How does one become a biographer? What's the usual route in, and how do publishers approach it? How does one approach and involve people? Vague specifics inside.
Previously but it's extremely vague.
How do people become biographers, and how does one pitch it to a publisher without knowing if all the necessary information might be available, or if people will talk?
I realised a few days ago that one thing that brings together some of my scattered obsessions would be writing a biography. I like playing detective, gathering information and following trails down the rabbit hole to see where they emerge. I love to write, although I haven't got a proven/published record there. I am extremely interested in motivations and decisions people make, and in the critical points in their lives, and in what those decisions cost other areas. I also enjoy research, and am particularly interested in all of this in relation to design and architecture.

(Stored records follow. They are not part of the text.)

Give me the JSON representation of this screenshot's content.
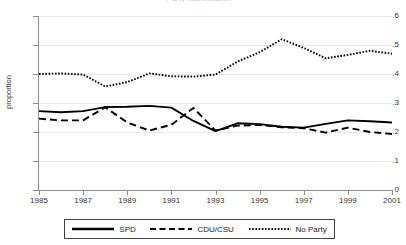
{
  "chart_data": {
    "type": "line",
    "title": "Party Identification",
    "xlabel": "",
    "ylabel": "proportion",
    "xlim": [
      1985,
      2001
    ],
    "ylim": [
      0,
      0.6
    ],
    "xticks": [
      1985,
      1987,
      1989,
      1991,
      1993,
      1995,
      1997,
      1999,
      2001
    ],
    "xtick_labels": [
      "1985",
      "1987",
      "1989",
      "1991",
      "1993",
      "1995",
      "1997",
      "1999",
      "2001"
    ],
    "yticks": [
      0,
      0.1,
      0.2,
      0.3,
      0.4,
      0.5,
      0.6
    ],
    "ytick_labels": [
      "0",
      ".1",
      ".2",
      ".3",
      ".4",
      ".5",
      ".6"
    ],
    "grid": true,
    "legend_position": "bottom-outside",
    "x": [
      1985,
      1986,
      1987,
      1988,
      1989,
      1990,
      1991,
      1992,
      1993,
      1994,
      1995,
      1996,
      1997,
      1998,
      1999,
      2000,
      2001
    ],
    "series": [
      {
        "name": "SPD",
        "style": "solid",
        "color": "#000000",
        "values": [
          0.272,
          0.268,
          0.272,
          0.286,
          0.287,
          0.29,
          0.284,
          0.238,
          0.203,
          0.23,
          0.227,
          0.218,
          0.215,
          0.228,
          0.24,
          0.237,
          0.233
        ]
      },
      {
        "name": "CDU/CSU",
        "style": "dashed",
        "color": "#000000",
        "values": [
          0.246,
          0.24,
          0.24,
          0.285,
          0.233,
          0.205,
          0.225,
          0.283,
          0.205,
          0.222,
          0.224,
          0.216,
          0.213,
          0.198,
          0.215,
          0.2,
          0.193
        ]
      },
      {
        "name": "No Party",
        "style": "dotted",
        "color": "#000000",
        "values": [
          0.4,
          0.402,
          0.398,
          0.357,
          0.372,
          0.402,
          0.392,
          0.391,
          0.398,
          0.443,
          0.475,
          0.52,
          0.49,
          0.454,
          0.466,
          0.48,
          0.47
        ]
      }
    ],
    "series_tail": {
      "No Party": [
        0.455,
        0.443,
        0.47,
        0.487
      ]
    }
  },
  "legend": {
    "entries": [
      {
        "label": "SPD",
        "swatch": "solid-line-swatch"
      },
      {
        "label": "CDU/CSU",
        "swatch": "dashed-line-swatch"
      },
      {
        "label": "No Party",
        "swatch": "dotted-line-swatch"
      }
    ]
  }
}
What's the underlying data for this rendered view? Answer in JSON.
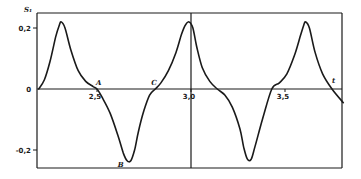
{
  "chart_data": {
    "type": "line",
    "title": "",
    "xlabel": "t",
    "ylabel": "S₁",
    "xlim": [
      2.19,
      3.81
    ],
    "ylim": [
      -0.245,
      0.245
    ],
    "grid": false,
    "legend": null,
    "x_ticks": [
      {
        "value": 2.5,
        "label": "2,5"
      },
      {
        "value": 3.0,
        "label": "3,0"
      },
      {
        "value": 3.5,
        "label": "3,5"
      }
    ],
    "y_ticks": [
      {
        "value": 0.2,
        "label": "0,2"
      },
      {
        "value": 0,
        "label": "0"
      },
      {
        "value": -0.2,
        "label": "-0,2"
      }
    ],
    "annotations": [
      {
        "label": "A",
        "x": 2.5,
        "y": 0.0
      },
      {
        "label": "B",
        "x": 2.68,
        "y": -0.235
      },
      {
        "label": "C",
        "x": 2.81,
        "y": 0.0
      }
    ],
    "series": [
      {
        "name": "S1(t)",
        "x": [
          2.19,
          2.22,
          2.25,
          2.28,
          2.3,
          2.31,
          2.33,
          2.36,
          2.4,
          2.44,
          2.48,
          2.5,
          2.53,
          2.57,
          2.61,
          2.64,
          2.66,
          2.68,
          2.7,
          2.72,
          2.75,
          2.78,
          2.81,
          2.84,
          2.88,
          2.92,
          2.95,
          2.97,
          2.99,
          3.01,
          3.03,
          3.06,
          3.1,
          3.14,
          3.18,
          3.22,
          3.26,
          3.28,
          3.3,
          3.32,
          3.34,
          3.38,
          3.43,
          3.47,
          3.51,
          3.55,
          3.58,
          3.6,
          3.61,
          3.63,
          3.66,
          3.7,
          3.75,
          3.81
        ],
        "y": [
          0.0,
          0.03,
          0.09,
          0.17,
          0.21,
          0.22,
          0.2,
          0.13,
          0.06,
          0.025,
          0.008,
          0.0,
          -0.03,
          -0.08,
          -0.15,
          -0.21,
          -0.235,
          -0.235,
          -0.2,
          -0.14,
          -0.07,
          -0.02,
          0.0,
          0.02,
          0.06,
          0.12,
          0.18,
          0.21,
          0.22,
          0.2,
          0.14,
          0.07,
          0.025,
          0.0,
          -0.02,
          -0.06,
          -0.13,
          -0.19,
          -0.23,
          -0.23,
          -0.19,
          -0.1,
          0.0,
          0.02,
          0.05,
          0.11,
          0.17,
          0.21,
          0.22,
          0.2,
          0.12,
          0.05,
          0.0,
          -0.045
        ]
      }
    ]
  }
}
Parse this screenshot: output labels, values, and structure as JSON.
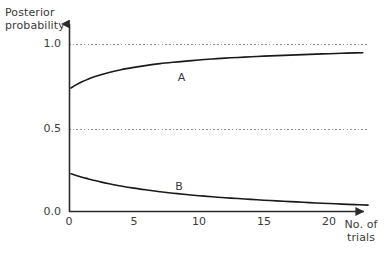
{
  "chart_data": {
    "type": "line",
    "title": "",
    "subtitle": "",
    "xlabel": "No. of\ntrials",
    "ylabel": "Posterior\nprobability",
    "xlim": [
      0,
      23
    ],
    "ylim": [
      0.0,
      1.12
    ],
    "grid": "dashed horizontal reference lines at y=1.0 and y=0.5",
    "legend_position": "inline curve labels",
    "x_ticks": [
      {
        "value": 0,
        "label": "0"
      },
      {
        "value": 5,
        "label": "5"
      },
      {
        "value": 10,
        "label": "10"
      },
      {
        "value": 15,
        "label": "15"
      },
      {
        "value": 20,
        "label": "20"
      }
    ],
    "y_ticks": [
      {
        "value": 0.0,
        "label": "0.0"
      },
      {
        "value": 0.5,
        "label": "0.5"
      },
      {
        "value": 1.0,
        "label": "1.0"
      }
    ],
    "reference_lines": [
      {
        "y": 1.0,
        "style": "dashed"
      },
      {
        "y": 0.5,
        "style": "dashed"
      }
    ],
    "series": [
      {
        "name": "A",
        "label": "A",
        "label_x": 8.6,
        "label_y": 0.805,
        "color": "#1a1a1a",
        "x": [
          0.15,
          0.5,
          1,
          1.5,
          2,
          2.5,
          3,
          4,
          5,
          6,
          7,
          8,
          9,
          10,
          11,
          12,
          13,
          14,
          15,
          16,
          17,
          18,
          19,
          20,
          21,
          22,
          22.6
        ],
        "values": [
          0.738,
          0.755,
          0.775,
          0.792,
          0.806,
          0.818,
          0.829,
          0.847,
          0.861,
          0.873,
          0.883,
          0.891,
          0.898,
          0.905,
          0.911,
          0.916,
          0.92,
          0.924,
          0.928,
          0.931,
          0.934,
          0.937,
          0.94,
          0.942,
          0.945,
          0.947,
          0.948
        ]
      },
      {
        "name": "B",
        "label": "B",
        "label_x": 8.4,
        "label_y": 0.152,
        "color": "#1a1a1a",
        "x": [
          0.15,
          0.5,
          1,
          1.5,
          2,
          2.5,
          3,
          4,
          5,
          6,
          7,
          8,
          9,
          10,
          11,
          12,
          13,
          14,
          15,
          16,
          17,
          18,
          19,
          20,
          21,
          22,
          23
        ],
        "values": [
          0.228,
          0.219,
          0.207,
          0.197,
          0.187,
          0.178,
          0.17,
          0.155,
          0.142,
          0.131,
          0.121,
          0.112,
          0.104,
          0.097,
          0.091,
          0.085,
          0.08,
          0.075,
          0.07,
          0.066,
          0.062,
          0.058,
          0.054,
          0.051,
          0.047,
          0.044,
          0.041
        ]
      }
    ],
    "colors": {
      "axis": "#2b2b2b",
      "curve": "#1a1a1a",
      "gridline": "#8c8c8c",
      "text": "#3a3a3a",
      "background": "#ffffff"
    }
  }
}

I have been working on a small research project (a lot smaller than a Masters or PhD program) and some of the things that have emerged are incredibly interesting to me, and I realise that they aren't general knowledge. If told right, it's a fantastic story, and it overlaps a really interesting period in Irish history.
(I'm being vague deliberately but can flesh it out by MeMail if anyone has close enough knowledge of all of this for it to be necessary.)
Almost all of the people involved are still alive and working, and are successful and in some cases would have no reason to be too easy to reach. It does strike me that any of them could write this, one person in particular, but I wonder if they have reasons for not doing so, and I'm not sure it would be diplomatic to ask if they had intentions.
So, I'd be really interested in any perspective on how/whether to approach this. Would it need to be through an academic project? Is it done to contact a publisher - I know which would be the most likely, for anyone doing this - and make inquiries, or is that totally not the done thing? Are biographers usually invited, or academics/journalists with the connections already in place? Is this kind of thing better left to later in life, when one has the experience and contacts?
Any input would be great. I'm obviously still at the pondering stage but my interest is serious, if it were viable.
Strange things happen to biographers who spend that much time with their subjects. They develop transference -- loving or hating their subjects, projecting their ideal selves onto them. The results can be hilarious, as in Edmund Morris' The Rise of Theodore Roosevelt (the author of the infamous Dutch, a biography of Reagan). (The link takes you to Amazon, but you can search inside.) Basically, the biographer loses perspective.
The result is that editors probably *shudder* when they receive a biography, unless it's by an already well known biographer (which is how Morris's excesses got published).
Presenting the work as a thematic work (historical study, history of ideas, science, etc.) that takes the form of biographical essays would be a better idea. It is more marketable and it above all preserves your perspective.